Giunchigliani responded this week with her own TV ad detailing the sexual abuse she suffered as a young girl and highlighting her record pushing for stronger sexual assault laws. Prior to the Reno Gazette-Journal story, she had never spoken publicly about her abuse.

“An 8-year-old girl was sexually abused for over a year,” Giunchigliani says in the ad. “Her sister was kidnapped, held in a trailer, and raped for three days. I’m Chris G. And that 8-year-old girl was me.”

The gubernatorial race is just the latest arena for an ongoing dramatic battle between the Clark County Education Association and the Nevada State Education Association. The two unions filed separate lawsuits against one another in September, just months after the Clark County union voted “no confidence” in its state affiliate. The Clark County union, which stopped paying dues to the state union, charged the NSEA in court with a lack of transparency over how it spends its funds.
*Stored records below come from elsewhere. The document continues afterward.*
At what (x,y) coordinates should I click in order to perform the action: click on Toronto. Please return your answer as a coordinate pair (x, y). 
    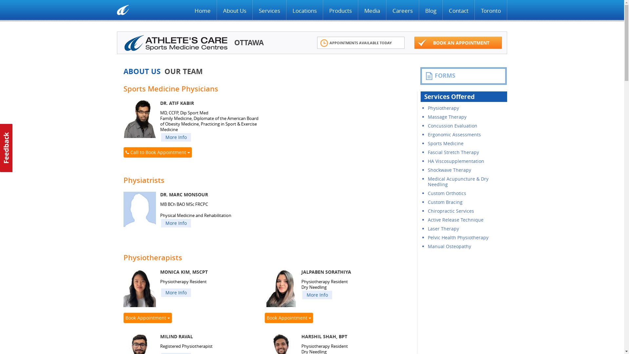
    Looking at the image, I should click on (491, 11).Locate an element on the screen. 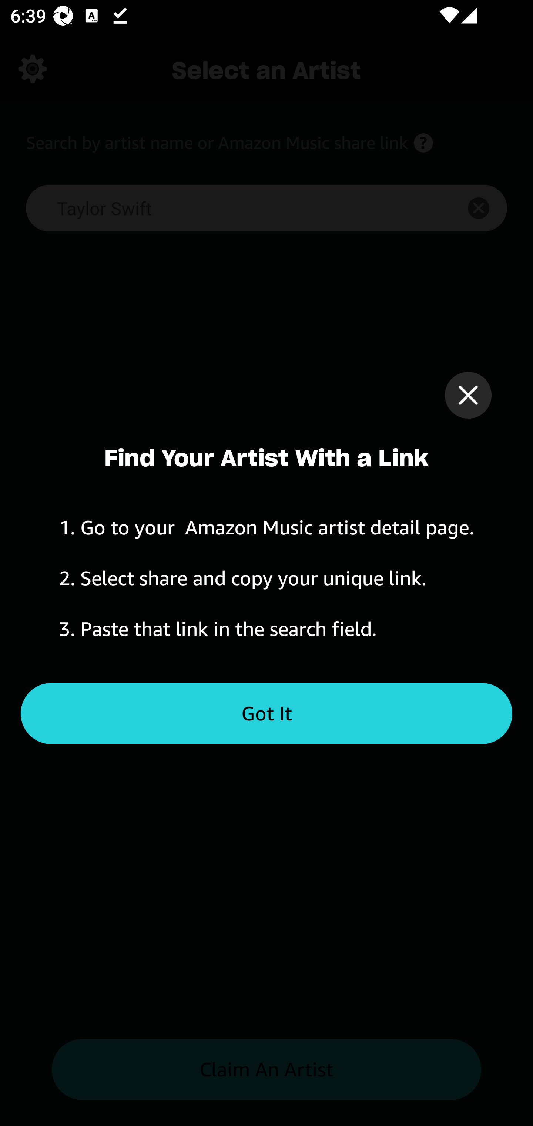 The image size is (533, 1126). Got it button Got It is located at coordinates (267, 714).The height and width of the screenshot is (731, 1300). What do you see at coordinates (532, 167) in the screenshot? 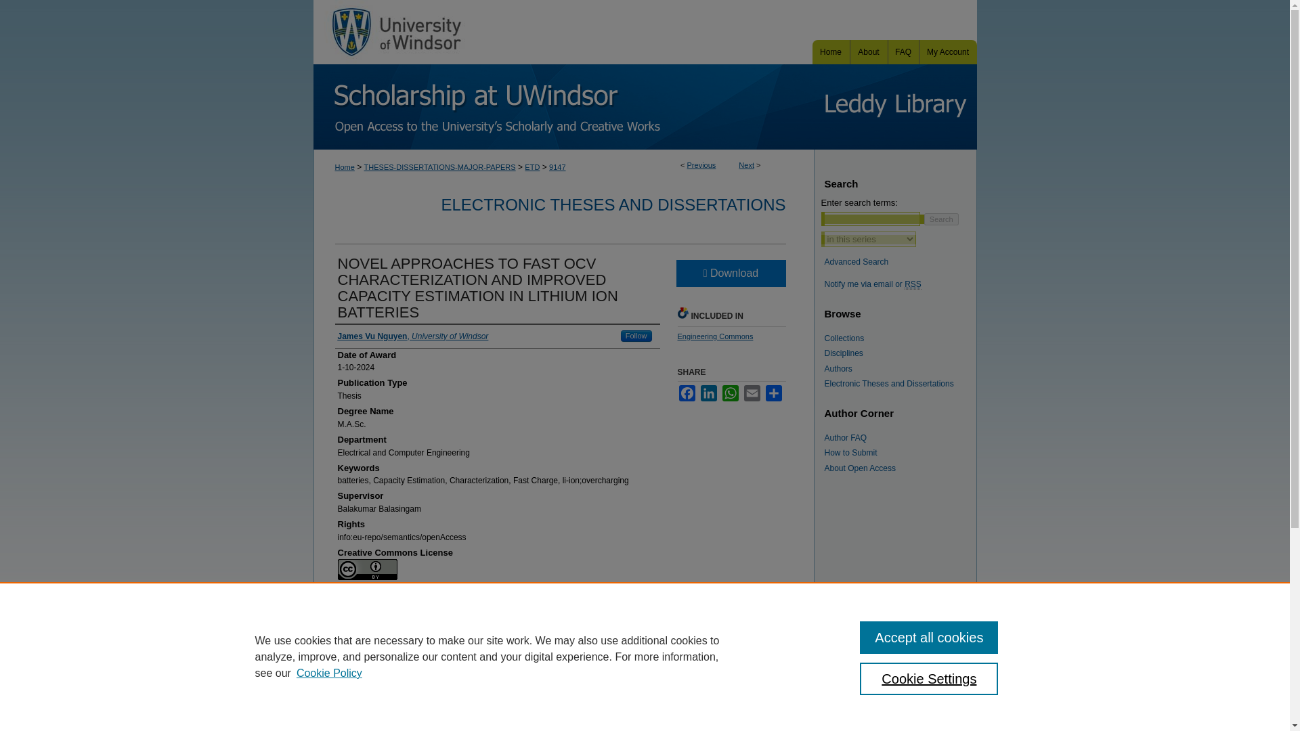
I see `ETD` at bounding box center [532, 167].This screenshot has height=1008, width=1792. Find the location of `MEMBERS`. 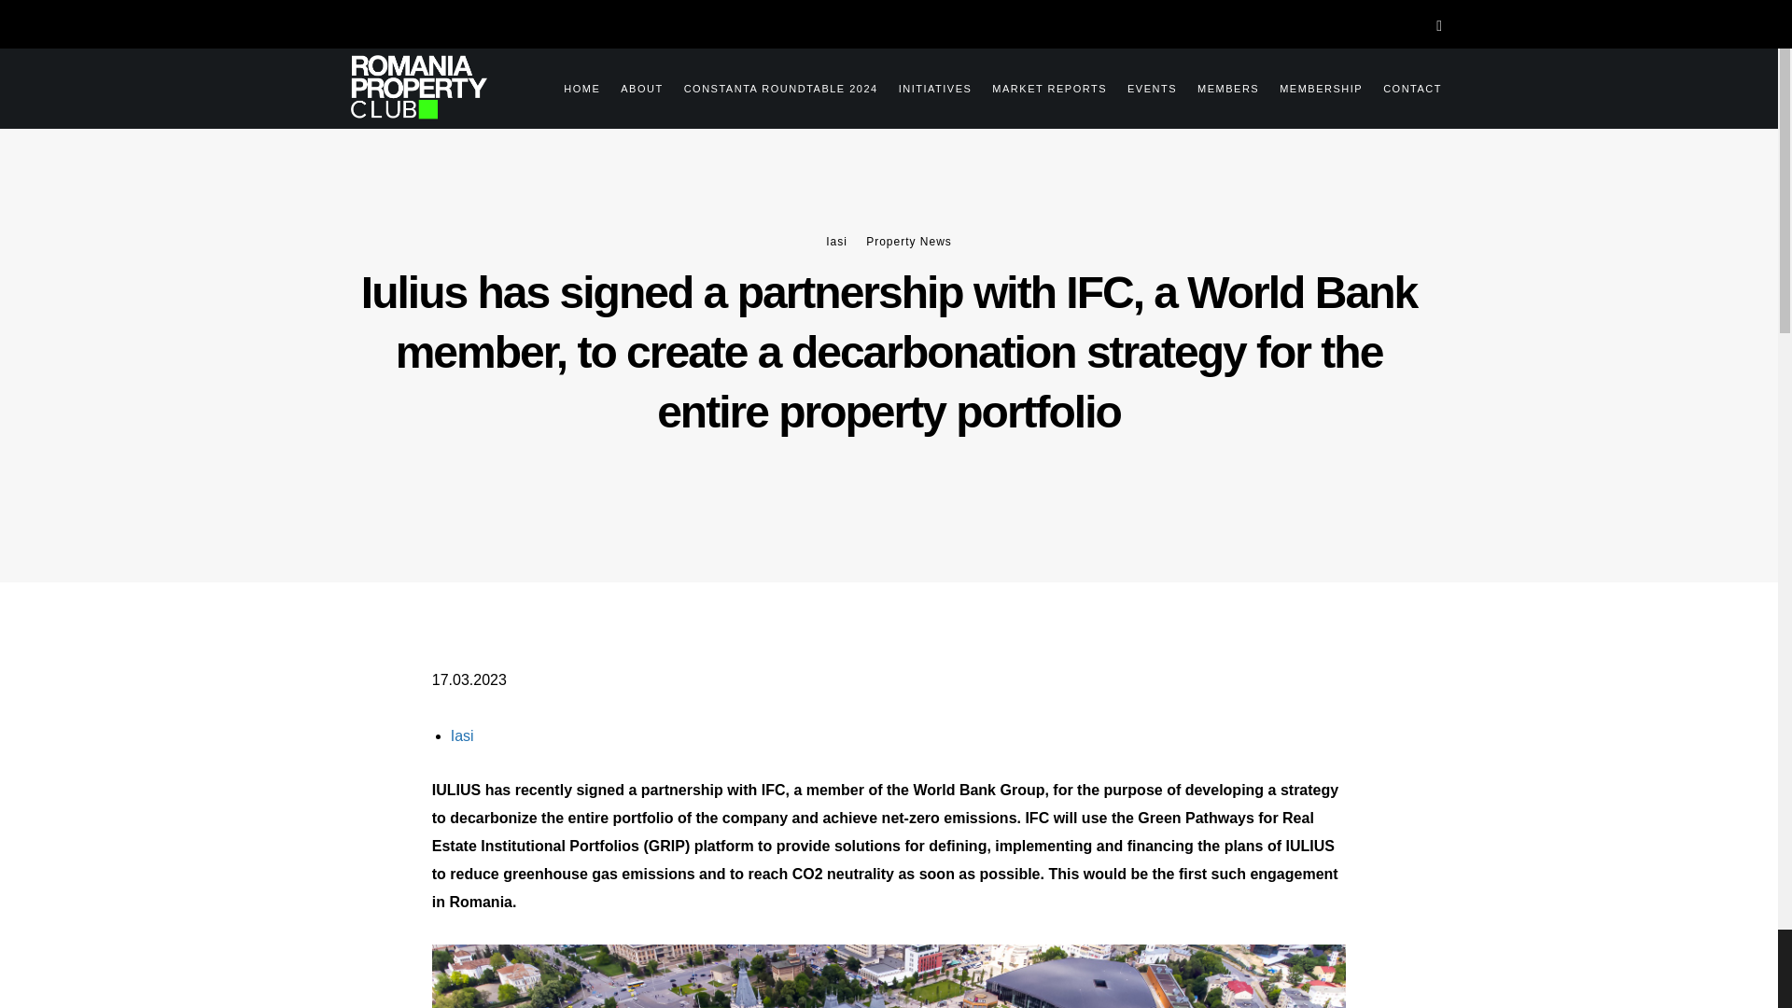

MEMBERS is located at coordinates (1218, 86).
This, the Clark County union said, amounted to a breach of contract. The state union responded with a lawsuit of its own, accusing the Clark County local union of illegally withholding due payments. Both cases are still winding through the courts, and both unions have denied the accusations against them.
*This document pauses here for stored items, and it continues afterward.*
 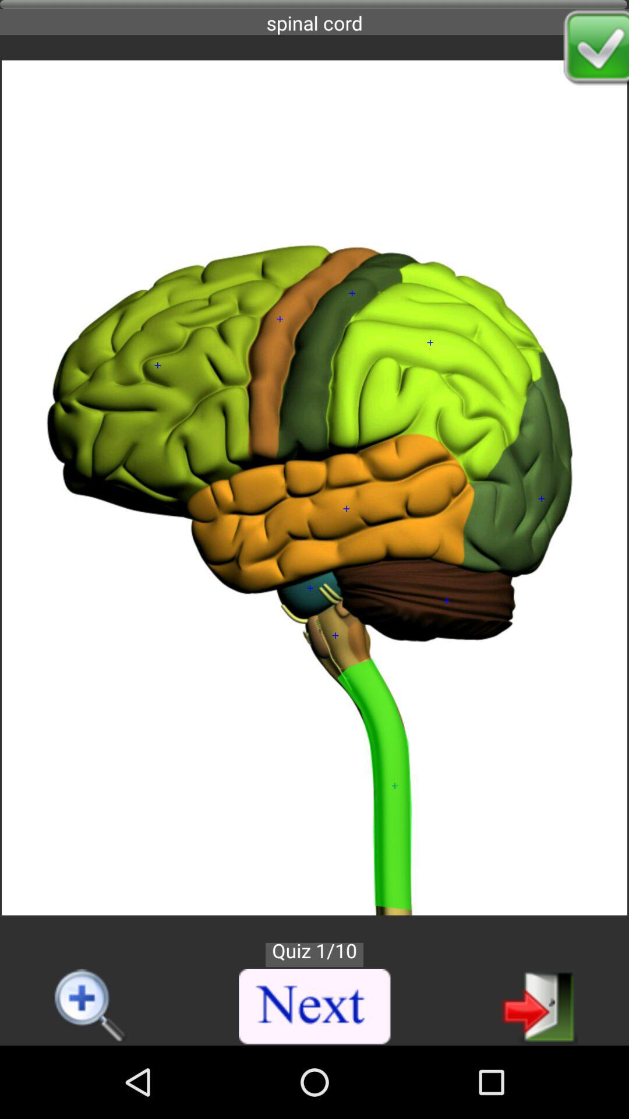 I want to click on press to next quiz, so click(x=315, y=1007).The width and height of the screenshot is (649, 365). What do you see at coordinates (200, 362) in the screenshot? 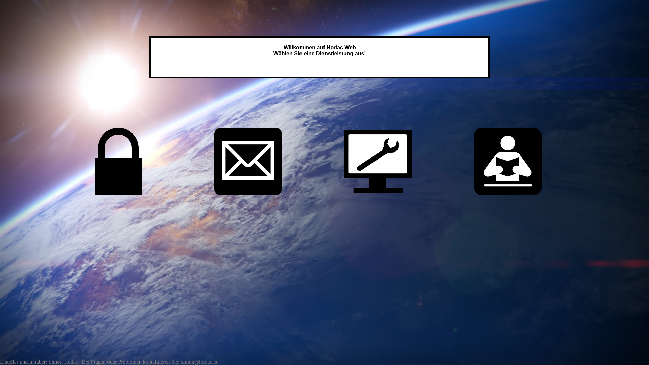
I see `simon@hodac.cc` at bounding box center [200, 362].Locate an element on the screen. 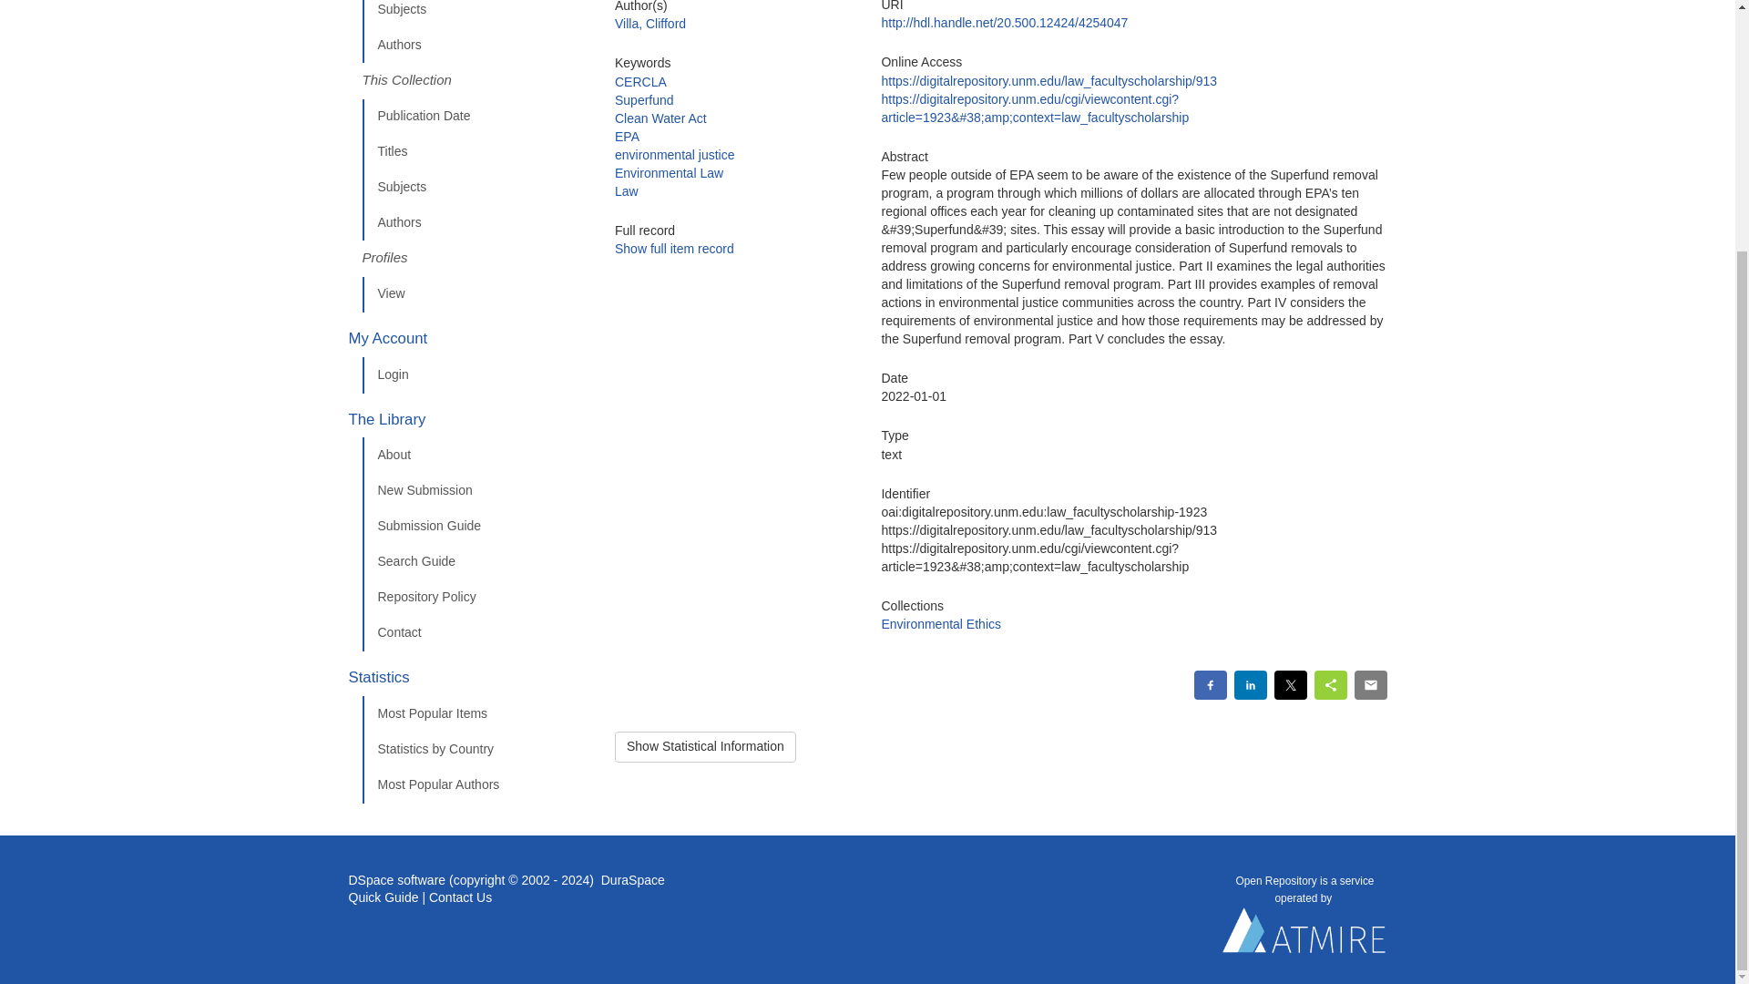 This screenshot has height=984, width=1749. Authors is located at coordinates (474, 46).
The tensions have only continued to escalate. On April 25, the Clark County Education Association voted to disaffiliate from the Nevada State Education Association entirely. Six percent of the Clark County union cast ballots in the disaffiliation vote, with 88 percent in favor of splitting off, according to the Nevada Independent.
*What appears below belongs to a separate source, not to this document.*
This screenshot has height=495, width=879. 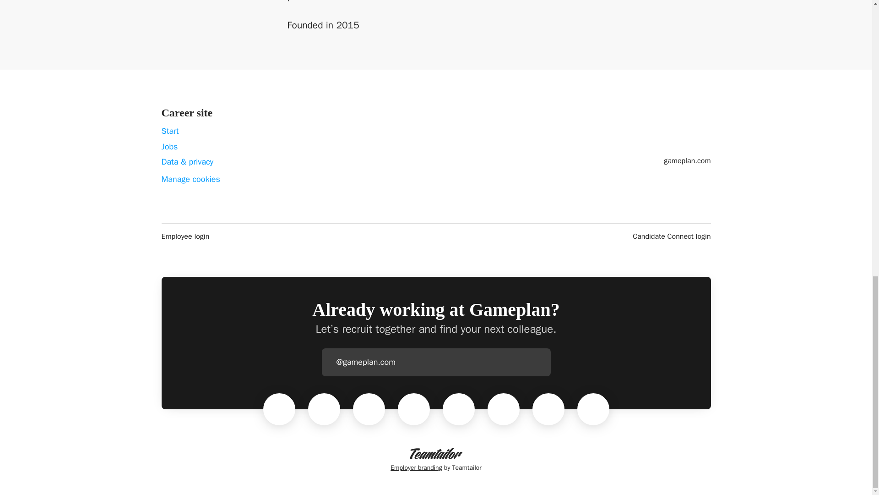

The vote was scheduled after Clark County union leaders learned that their state delegates planned to vote at the end of April on a measure that would authorize the Nevada State Education Association to become “trustees” over local affiliates in the event of corruption or financial wrongdoing. Because the Clark County union had been withholding its due payments from the state union as its lawsuit pends, it would not have been eligible to vote on the trusteeship proposal. The state union called it a “common-sense” reform, but the Clark County union slammed it as a “hostile takeover” and evidence of a “dictatorship.”

The state union immediately responded to the Clark County union’s disaffiliation vote by launching a new Clark County local union —the National Education Association of Southern Nevada — which is now trying to compete with the CCEA for members. The CCEA says disaffiliation from the state union will reduce teachers’ membership dues from $810 per year to $510. The NEA of Southern Nevada advertising membership at $460 per year.

The CCEA’s disaffiliation signals a loss of millions of dollars to the state union, a financial blow that comes just as the Supreme Court prepares to issue its ruling in a case that could cripple public sector union finances.

Representatives from the CCEA and the NEA did not return The Intercept’s requests for comment.

Sisolak has commanded a significant fundraising advantage over Giunchigliani throughout the race. A poll released in April, commissioned by the Nevada Independent, found that 44 percent of Democrats said they’d back Sisolak, compared to 16 percent of Democrats backing Giunchigliani. But a full 40 percent of respondents said they hadn’t yet decided who they’d vote for.

In late May, another poll showed a dead heat between the two candidates. The poll was funded by Women Vote!, which works with EMILY’s List, a national organization that has endorsed Giunchigliani. Sisolak’s campaign dismissed the poll results.

Nevada has been helmed by a Republican governor, Brian Sandoval, for the last eight years, but the state has begun to make a leftward shift. In 2016, Nevada voters not only backed Hillary Clinton for president, they also elected a Democrat to the Senate and flipped two Republican seats in the House. On the state level, Democrats wrested back control of both legislative chambers. Sen. Dean Heller, who is up for re-election to the U.S. Senate, is among the most endangered Republican incumbents hoping to survive a potential blue wave.

The state’s Republican attorney general, Adam Laxalt, is the likely GOP candidate for governor.

Top photo: Clark County Commission member Chris Giunchigliani, center, and Republican State Treasurer Dan Schwartz, center right, attend a forum for Nevada gubernatorial candidates organized by Nevada faith groups on May 8, 2018, in Las Vegas.